The Five Boons of Life was published in 1902, when Mark Twain was sixty-six years old, and it belongs to a period of his work that bears little resemblance to the river-bright comedy of Tom Sawyer or the rolling satire of Huckleberry Finn. By the time he wrote this fable, the man born Samuel Clemens had buried his beloved daughter Susy, who died of meningitis in 1896 while he was abroad, unable to reach her. His wife Olivia, the center of his emotional life for more than three decades, was in failing health and would die two years after this story was written. His youngest daughter Jean, who suffered from epilepsy, would drown in a bathtub on Christmas Eve of 1909, four months before Twain himself died. He outlived nearly everyone he had built his life around.
He had also outlived his own fortune. A series of disastrous investments, most notoriously in the Paige typesetting machine, had bankrupted him in the 1890s and forced him to undertake a global lecture tour, in his sixties, to pay back creditors he was not legally obligated to repay. He did it anyway, because his name was on the debt, and his name had once meant something to him.

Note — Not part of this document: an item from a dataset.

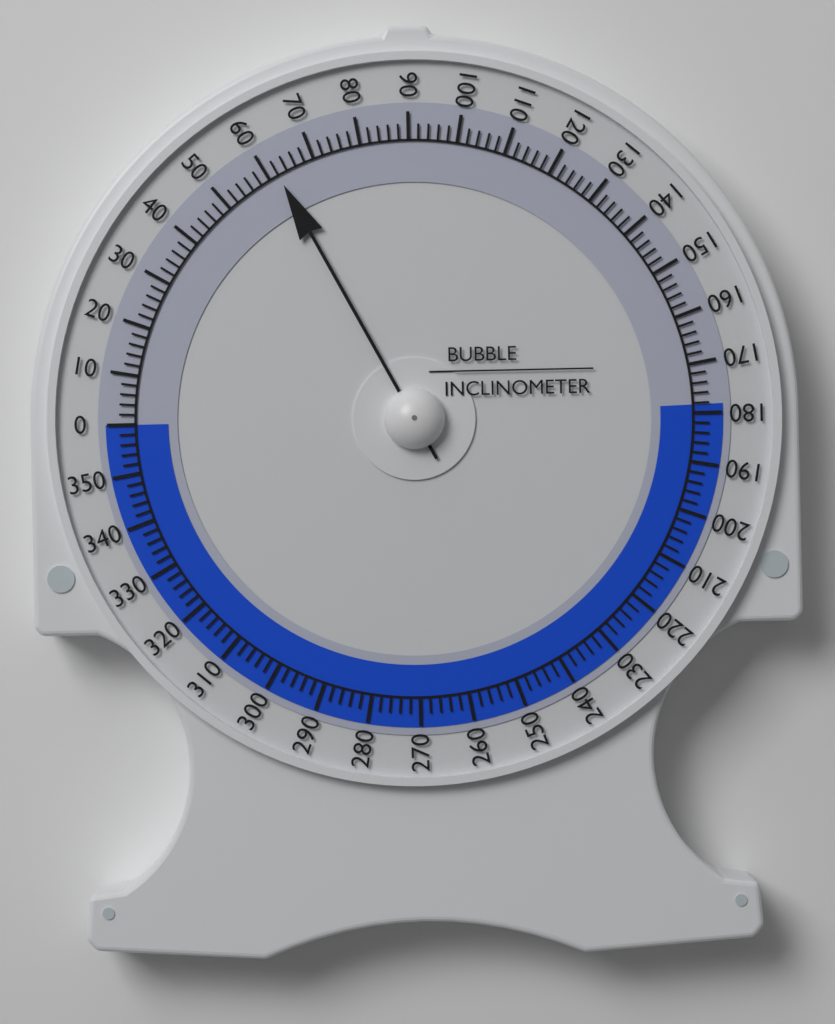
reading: 62 (no unit)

By 1902, fame had become, in his own assessment, a kind of haunting. Pleasure had thinned. Love had cost him more than he believed any human heart should be asked to pay. And wealth, he had learned twice over, was a borrowed thing that the world reclaimed without warning. What remained was the suspicion, hardened by experience into something like conviction, that the only mercy available to a human being was the one nobody wanted to ask for, and that even that mercy was distributed without justice.